ADO.NET Data Providers
The following are the major ADO.NET data providers.
- SQL Server Data Provider
- Oracle Data Provider
- Odbc Data Provider
- OleDB Data Provider
What is RDBMS?
Relational Data Base Management Systems (RDBMS) are database management systems that maintain data records and indices in tables. Relationships may be created and maintained across and among the data and tables. In a relational database, relationships between data items are expressed by means of tables. Interdependencies among these tables are expressed by data values rather than by pointers. This allows a high degree of data independence. An RDBMS has the capability to recombine the data items from different files, providing powerful tools for data usage.
What is normalization?
Database normalization is a data design and organization process applied to data structures based on rules that help build relational databases. In relational database design, the process of organizing data to minimize redundancy. Normalization usually involves dividing a database into two or more tables and defining relationships between the tables. The objective is to isolate data so that additions, deletions, and modifications of a field can be made in just one table and then propagated through the rest of the database via the defined relationships.
Handler Concept in ASP.NET
Some ASP.NET files are dynamically generated. They are generated with C# code or disk resources. These files do not require web forms. Instead, an ASHX generic handler is ideal. It can dynamically return an image from a query string, write XML, or any other data.
HTTP handlers are the .NET components that implement the System.Web.IHttpHandler interface. Any class that implements the IHttpHandler interface can act as a target for the incoming HTTP requests. HTTP handlers are somewhat similar to ISAPI extensions. One difference between HTTP handlers and ISAPI extensions is that HTTP handlers can be called directly by using their file name in the URL, similar to ISAPI extensions.
Extension Methods
Extension methods are one important piece of the query architecture. Extension methods combine the flexibility of "duck typing" made popular in dynamic languages with the performance and compile-time validation of statically-typed languages. With extension methods third parties may augment the public contract of a type with new methods while still allowing individual type authors to provide their own specialized implementation of those methods.
Extension methods are defined in static classes as static methods, but are marked with the [System.Runtime.CompilerServices.Extension] attribute in CLR metadata. Languages are encouraged to provide a direct syntax for extension methods. In C#, extension methods are indicated by the this modifier which must be applied to the first parameter of the extension method.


*TO DO*:
If a line in the entries contains the word "DATE", list it.

*RECORD EXTRACTS*:
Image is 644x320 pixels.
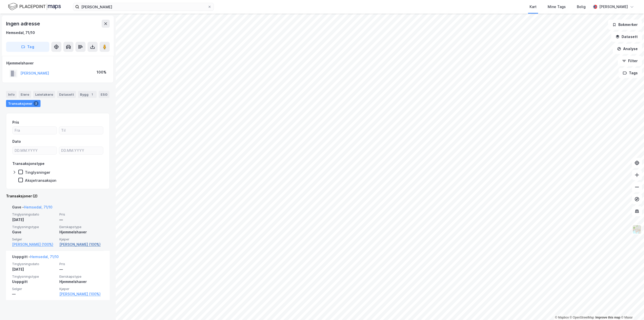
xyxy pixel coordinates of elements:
[59,266,104,273] div: —
[59,217,104,223] div: —
[611,32,642,42] button: Datasett
[12,138,21,144] div: Dato
[12,237,56,242] span: Selger
[530,4,536,10] div: Kart
[12,287,56,291] span: Selger
[618,56,642,66] button: Filter
[59,225,104,229] span: Eierskapstype
[12,147,57,154] input: DD.MM.YYYY
[59,274,104,279] span: Eierskapstype
[12,262,56,266] span: Tinglysningsdato
[59,279,104,285] div: Hjemmelshaver
[8,2,61,11] img: logo.f888ab2527a4732fd821a326f86c7f29.svg
[619,68,642,78] button: Tags
[79,3,208,11] input: Søk på adresse, matrikkel, gårdeiere, leietakere eller personer
[12,242,56,247] a: [PERSON_NAME] (100%)
[30,254,58,259] a: Hemsedal, 71/10
[619,296,644,320] iframe: Chat Widget
[6,100,40,107] div: Transaksjoner
[59,212,104,216] span: Pris
[12,217,56,223] div: [DATE]
[89,92,95,97] div: 1
[12,127,57,134] input: Fra
[632,225,642,234] img: Z
[59,287,104,291] span: Kjøper
[57,91,76,98] div: Datasett
[25,178,56,183] div: Aksjetransaksjon
[59,242,104,247] a: [PERSON_NAME] (100%)
[12,204,52,212] div: Gave -
[59,147,103,154] input: DD.MM.YYYY
[59,237,104,242] span: Kjøper
[78,91,97,98] div: Bygg
[6,60,109,66] div: Hjemmelshaver
[34,101,39,106] div: 2
[547,4,566,10] div: Mine Tags
[25,170,50,175] div: Tinglysninger
[608,20,642,30] button: Bokmerker
[12,160,45,167] div: Transaksjonstype
[33,91,55,98] div: Leietakere
[599,4,628,10] div: [PERSON_NAME]
[12,291,56,297] div: —
[6,42,49,52] button: Tag
[12,254,58,262] div: Uoppgitt -
[59,229,104,235] div: Hjemmelshaver
[12,212,56,216] span: Tinglysningsdato
[6,30,35,36] div: Hemsedal, 71/10
[595,316,621,319] a: Improve this map
[12,266,56,273] div: [DATE]
[59,291,104,297] a: [PERSON_NAME] (100%)
[6,20,41,27] div: Ingen adresse
[59,262,104,266] span: Pris
[12,229,56,235] div: Gave
[6,193,110,199] div: Transaksjoner (2)
[12,274,56,279] span: Tinglysningstype
[12,119,19,125] div: Pris
[6,91,16,98] div: Info
[19,91,31,98] div: Eiere
[555,316,569,319] a: Mapbox
[12,279,56,285] div: Uoppgitt
[12,225,56,229] span: Tinglysningstype
[59,127,103,134] input: Til
[613,44,642,54] button: Analyse
[24,205,52,209] a: Hemsedal, 71/10
[577,4,586,10] div: Bolig
[99,91,109,98] div: ESG
[570,316,594,319] a: OpenStreetMap
[97,69,106,75] div: 100%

*RESPONSE BOX*:
[12,217,56,223] div: [DATE]
[12,266,56,273] div: [DATE]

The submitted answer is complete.